Inspired by the etcd-operator designed for Kubernetes, the etcd-cloud-operator manages etcd clusters deployed on cloud providers and helps human operators keep the data store running safely, even in the event of availability-zone wide failures.
Used in place of the etcd binary and with minimal configuration, the operator handles the configuration and lifecycle of etcd, based on data gathered from the cloud provider and the status of the etcd cluster itself.
The operator makes the assumption that it can trust the cloud provider's auto-scaling group feature to provide accurate information regarding the number of launched instances, and to automatically kill/re-provision crashed ones (e.g. when an rack switch went down or simply when the service health check has been failing for an extended amount of time).
- Failure recovery: Upon failure of a minority of the etcd members, the operator will automatically attempt to restart (rejoin if necessary) the member it manages, thus recovering from the failure.
- Disaster recovery: In the event of a failure of the majority of the members, resulting in the loss of quorum, the operator may try (if enabled) to seed a new cluster from a backup, once the expected amount of instances are present and the failed etcd cluster has been shot in the head (after forced backup of its remaining healthy members).
- Snapshots: The operator realizes backups of each etcd member periodically, to enable automated disaster recovery or manual recovery in case of force majeure.

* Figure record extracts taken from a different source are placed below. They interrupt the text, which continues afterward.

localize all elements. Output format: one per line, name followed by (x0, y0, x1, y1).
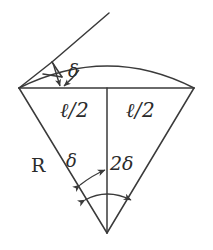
circular-arc (19, 66, 194, 88)
label-half-chord-right: ℓ/2 (126, 100, 155, 120)
label-delta-tangent-angle: δ (68, 62, 79, 80)
diagram-canvas (0, 0, 213, 250)
label-delta-half-apex-angle: δ (66, 152, 77, 170)
delta-angle-arc-arrow (80, 170, 105, 185)
label-half-chord-left: ℓ/2 (60, 100, 89, 120)
label-two-delta-apex-angle: 2δ (110, 154, 134, 173)
tangent-line (52, 13, 109, 62)
label-radius-R: R (31, 156, 45, 175)
two-delta-angle-arc-arrow (85, 194, 131, 200)
geometry-diagram: ℓ/2 ℓ/2 R δ δ 2δ (0, 0, 213, 250)
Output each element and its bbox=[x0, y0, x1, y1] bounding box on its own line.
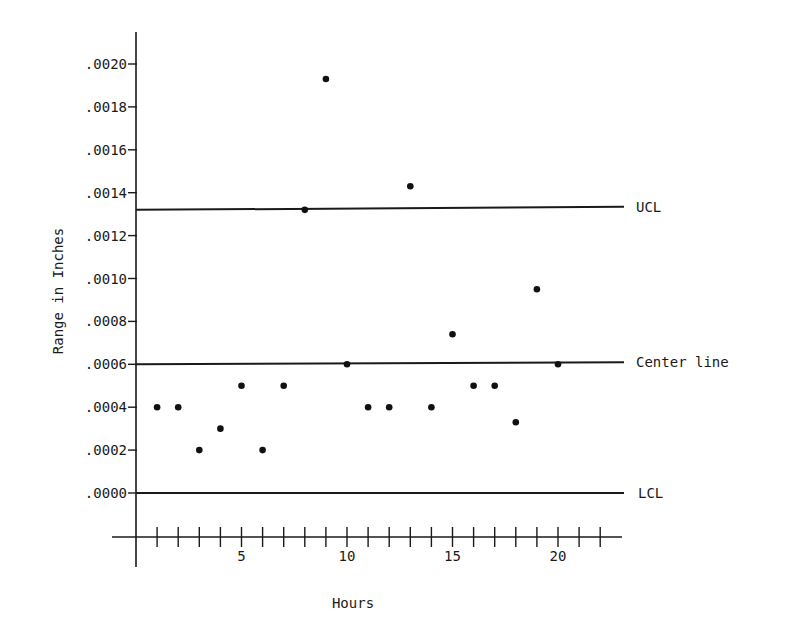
data-point bbox=[470, 382, 477, 389]
y-tick-label: .0006 bbox=[85, 356, 127, 372]
x-axis: 5101520 bbox=[112, 527, 622, 564]
control-chart: .0000.0002.0004.0006.0008.0010.0012.0014… bbox=[0, 0, 792, 624]
data-point bbox=[386, 404, 393, 411]
data-point bbox=[449, 331, 456, 338]
reference-line-label: Center line bbox=[636, 354, 729, 370]
y-tick-label: .0004 bbox=[85, 399, 127, 415]
reference-line-label: LCL bbox=[638, 485, 663, 501]
y-tick-label: .0012 bbox=[85, 228, 127, 244]
data-point bbox=[534, 286, 541, 293]
data-point bbox=[344, 361, 351, 368]
reference-line-ucl bbox=[136, 207, 624, 210]
data-point bbox=[491, 382, 498, 389]
data-point bbox=[513, 419, 520, 426]
data-point bbox=[323, 76, 330, 83]
data-points bbox=[154, 76, 562, 454]
y-axis: .0000.0002.0004.0006.0008.0010.0012.0014… bbox=[85, 32, 137, 567]
x-tick-label: 15 bbox=[444, 548, 461, 564]
y-tick-label: .0018 bbox=[85, 99, 127, 115]
x-tick-label: 5 bbox=[237, 548, 245, 564]
y-axis-title: Range in Inches bbox=[50, 228, 66, 354]
x-tick-label: 10 bbox=[339, 548, 356, 564]
y-tick-label: .0016 bbox=[85, 142, 127, 158]
data-point bbox=[280, 382, 287, 389]
y-tick-label: .0008 bbox=[85, 313, 127, 329]
y-tick-label: .0010 bbox=[85, 271, 127, 287]
data-point bbox=[555, 361, 562, 368]
data-point bbox=[238, 382, 245, 389]
reference-line-label: UCL bbox=[636, 199, 661, 215]
data-point bbox=[154, 404, 161, 411]
data-point bbox=[175, 404, 182, 411]
x-tick-label: 20 bbox=[550, 548, 567, 564]
reference-line-center-line bbox=[136, 362, 624, 364]
y-tick-label: .0014 bbox=[85, 185, 127, 201]
data-point bbox=[428, 404, 435, 411]
data-point bbox=[365, 404, 372, 411]
control-limit-lines: UCLCenter lineLCL bbox=[136, 199, 729, 501]
data-point bbox=[302, 207, 309, 214]
y-tick-label: .0000 bbox=[85, 485, 127, 501]
data-point bbox=[196, 447, 203, 454]
data-point bbox=[259, 447, 266, 454]
y-tick-label: .0002 bbox=[85, 442, 127, 458]
x-axis-title: Hours bbox=[332, 595, 374, 611]
data-point bbox=[217, 425, 224, 432]
data-point bbox=[407, 183, 414, 190]
y-tick-label: .0020 bbox=[85, 56, 127, 72]
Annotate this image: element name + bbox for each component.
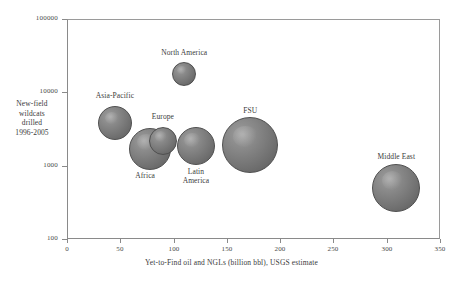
y-axis-title-line-1: New-field [2, 99, 62, 109]
y-tick-label-100: 100 [0, 234, 58, 242]
x-tick-50 [120, 239, 121, 243]
x-tick-label-250: 250 [313, 245, 353, 253]
y-tick-10000 [62, 92, 67, 93]
x-tick-350 [440, 239, 441, 243]
x-tick-0 [67, 239, 68, 243]
bubble-middle-east[interactable] [372, 164, 420, 212]
y-tick-100000 [62, 19, 67, 20]
bubble-chart: 100100010000100000 050100150200250300350… [0, 0, 463, 283]
y-tick-1000 [62, 166, 67, 167]
y-axis-title-line-4: 1996-2005 [2, 128, 62, 138]
bubble-label-asia-pacific: Asia-Pacific [85, 91, 145, 100]
x-tick-label-200: 200 [260, 245, 300, 253]
y-axis-title-line-2: wildcats [2, 109, 62, 119]
x-tick-label-350: 350 [420, 245, 460, 253]
y-tick-label-100000: 100000 [0, 14, 58, 22]
y-tick-label-1000: 1000 [0, 161, 58, 169]
bubble-asia-pacific[interactable] [98, 106, 132, 140]
bubble-latin-america[interactable] [177, 127, 215, 165]
x-tick-label-150: 150 [207, 245, 247, 253]
x-tick-label-300: 300 [367, 245, 407, 253]
bubble-label-europe: Europe [133, 112, 193, 121]
x-tick-100 [174, 239, 175, 243]
x-tick-300 [387, 239, 388, 243]
bubble-north-america[interactable] [172, 62, 196, 86]
bubble-label-middle-east: Middle East [366, 152, 426, 161]
bubble-label-latin-america: Latin America [166, 167, 226, 185]
x-tick-200 [280, 239, 281, 243]
x-tick-label-50: 50 [100, 245, 140, 253]
x-tick-250 [333, 239, 334, 243]
x-tick-label-0: 0 [47, 245, 87, 253]
x-axis-title: Yet-to-Find oil and NGLs (billion bbl), … [0, 258, 463, 267]
y-axis-title-line-3: drilled [2, 118, 62, 128]
x-tick-150 [227, 239, 228, 243]
y-axis-title: New-fieldwildcatsdrilled1996-2005 [2, 99, 62, 137]
bubble-label-north-america: North America [154, 48, 214, 57]
x-tick-label-100: 100 [154, 245, 194, 253]
bubble-europe[interactable] [149, 127, 177, 155]
bubble-label-fsu: FSU [220, 106, 280, 115]
y-tick-label-10000: 10000 [0, 87, 58, 95]
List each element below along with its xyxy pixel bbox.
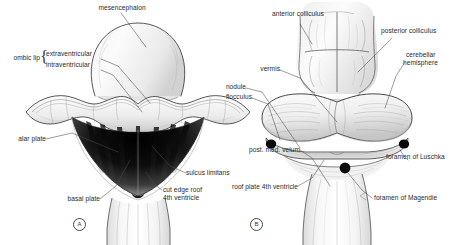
label-extraventricular: extraventricular <box>46 50 92 58</box>
label-cut-edge-roof-line1: cut edge roof <box>163 186 202 194</box>
label-vermis: vermis <box>232 65 280 73</box>
label-sulcus-limitans: sulcus limitans <box>186 169 230 177</box>
label-mesencephalon: mesencephalon <box>76 4 168 12</box>
label-post-med-velum: post. med. velum <box>238 146 300 154</box>
figure-canvas: mesencephalon ombic lip { extraventricul… <box>0 0 456 245</box>
label-cerebellar-hemisphere-line2: hemisphere <box>403 59 438 67</box>
panel-a-art <box>26 13 250 245</box>
label-foramen-of-magendie: foramen of Magendie <box>374 194 437 202</box>
label-nodule: nodule <box>218 83 246 91</box>
label-roof-plate-4th-ventricle: roof plate 4th ventricle <box>210 183 298 191</box>
label-cut-edge-roof-line2: 4th ventricle <box>163 194 199 202</box>
panel-b-art <box>246 2 412 245</box>
panel-tag-b: B <box>250 218 263 231</box>
label-basal-plate: basal plate <box>46 195 100 203</box>
label-rhombic-lip: ombic lip <box>0 54 40 62</box>
foramen-of-luschka-right-marker <box>399 139 409 148</box>
label-flocculus: flocculus <box>212 93 252 101</box>
label-cerebellar-hemisphere-line1: cerebellar <box>406 51 435 59</box>
label-intraventricular: intraventricular <box>46 61 90 69</box>
label-foramen-of-luschka: foramen of Luschka <box>386 153 445 161</box>
anatomical-illustration <box>0 0 456 245</box>
foramen-of-magendie-marker <box>340 163 351 174</box>
panel-tag-a: A <box>73 218 86 231</box>
label-posterior-colliculus: posterior colliculus <box>381 27 436 35</box>
label-anterior-colliculus: anterior colliculus <box>272 10 324 18</box>
label-alar-plate: alar plate <box>0 135 46 143</box>
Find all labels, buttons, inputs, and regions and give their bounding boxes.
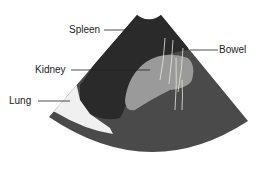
label-kidney: Kidney	[35, 64, 66, 76]
ultrasound-diagram	[0, 0, 258, 176]
label-spleen: Spleen	[69, 24, 100, 36]
label-lung: Lung	[9, 95, 31, 107]
label-bowel: Bowel	[219, 44, 246, 56]
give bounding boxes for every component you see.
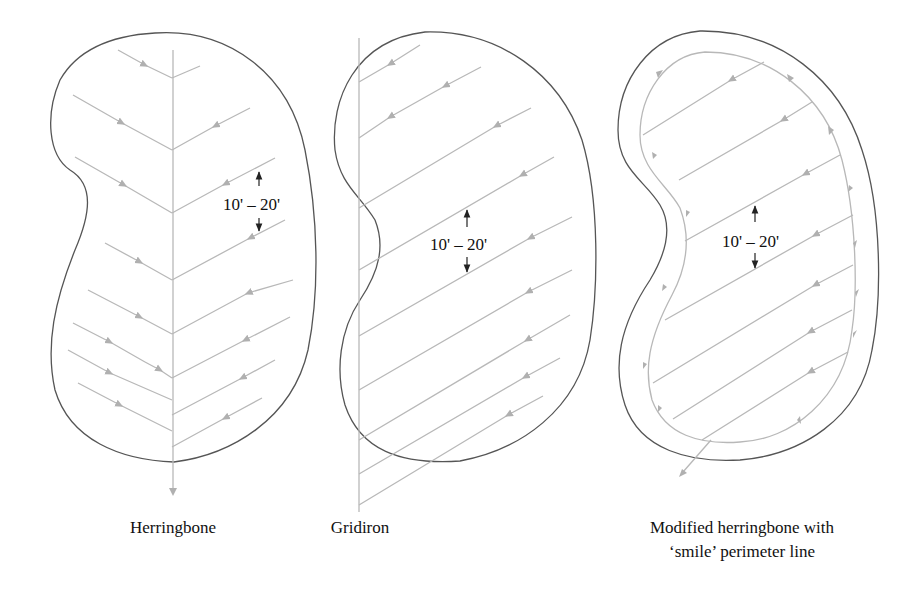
gridiron-panel: 10' – 20'	[334, 32, 595, 512]
gridiron-caption: Gridiron	[320, 516, 400, 540]
modified-laterals	[643, 62, 853, 440]
herringbone-panel: 10' – 20'	[51, 33, 316, 496]
drainage-layouts-diagram: 10' – 20' 10' – 20'	[0, 0, 918, 598]
modified-herringbone-caption-line2: ‘smile’ perimeter line	[612, 540, 872, 564]
herringbone-caption: Herringbone	[118, 516, 228, 540]
herringbone-right-laterals	[172, 66, 293, 447]
modified-herringbone-caption-line1: Modified herringbone with	[612, 516, 872, 540]
herringbone-left-laterals	[68, 50, 172, 431]
herringbone-outlet-arrow-icon	[169, 488, 177, 496]
herringbone-spacing-label: 10' – 20'	[223, 195, 280, 214]
gridiron-spacing-dimension: 10' – 20'	[430, 210, 487, 272]
gridiron-laterals	[359, 45, 572, 505]
modified-herringbone-panel: 10' – 20'	[618, 31, 879, 477]
modified-spacing-label: 10' – 20'	[722, 232, 779, 251]
gridiron-spacing-label: 10' – 20'	[430, 235, 487, 254]
herringbone-field-outline	[51, 33, 316, 462]
modified-outlet-arrow-icon	[679, 469, 687, 477]
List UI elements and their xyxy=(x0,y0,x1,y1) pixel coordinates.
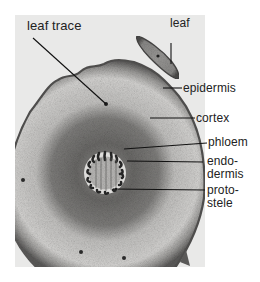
label-protostele-line2: stele xyxy=(207,197,239,210)
protostele xyxy=(81,149,129,197)
label-endodermis-line2: dermis xyxy=(207,168,244,181)
leaf-trace-dot xyxy=(122,256,126,260)
label-phloem: phloem xyxy=(208,136,248,148)
stem-cross-section-figure: leaf trace leaf epidermis cortex phloem … xyxy=(0,0,260,282)
label-epidermis: epidermis xyxy=(183,82,236,94)
label-cortex: cortex xyxy=(196,112,229,124)
label-endodermis: endo- dermis xyxy=(207,155,244,181)
label-protostele: proto- stele xyxy=(207,184,239,210)
label-leaf-trace: leaf trace xyxy=(27,20,81,32)
label-leaf: leaf xyxy=(170,17,190,29)
leaf-trace-dot xyxy=(79,250,83,254)
leaf-trace-dot xyxy=(21,178,25,182)
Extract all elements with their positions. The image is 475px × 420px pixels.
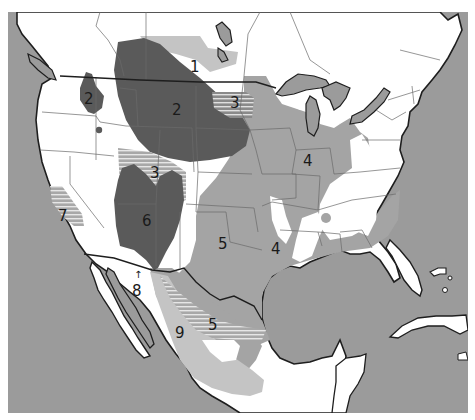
island — [448, 276, 452, 280]
label-region-7: 7 — [58, 207, 68, 225]
isolated-patch — [321, 213, 331, 223]
label-region-5-mexico: 5 — [208, 316, 218, 334]
island — [458, 352, 468, 360]
map: 1 2 2 3 3 4 4 5 5 6 7 ↑ 8 9 — [0, 0, 475, 420]
label-region-9: 9 — [175, 324, 185, 342]
arrow-region-8: ↑ — [134, 269, 142, 280]
label-region-8: 8 — [132, 282, 142, 300]
label-region-5-plains: 5 — [218, 235, 228, 253]
label-region-4-texas: 4 — [271, 240, 281, 258]
idaho-patch — [96, 127, 102, 133]
label-region-2-plains: 2 — [172, 101, 182, 119]
label-region-1: 1 — [190, 58, 200, 76]
label-region-6: 6 — [142, 212, 152, 230]
label-region-3-utah: 3 — [150, 164, 160, 182]
label-region-3-dakotas: 3 — [230, 94, 240, 112]
label-region-2-washington: 2 — [84, 90, 94, 108]
label-region-4-midwest: 4 — [303, 152, 313, 170]
island — [443, 288, 448, 293]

- Resize: By abstracting the cluster management, resizing the cluster becomes straightforward as the underlying auto-scaling group can simply be scaled as desired.
The operator and etcd cluster can be easily configured using a YAML file. The configuration notably includes clients/peers TLS encryption/authentication, with the ability to automatically generate self-signed certificates if encryption is desired but authentication is not.
Running a managed etcd cluster using the operator is simply a matter of running the operator binary in a supported auto-scaling group (as of today, AWS only).
A Terraform module is available to easily try the operator out or integrate it into your infrastructure.
- Exposing Prometheus data about the cluster's health and resource usage, including the availability zones spread where etcd is deployed.
- Document use-cases, user-stories and statistics regarding failures.
- Adding support for major cloud-providers, such as Azure and GKE.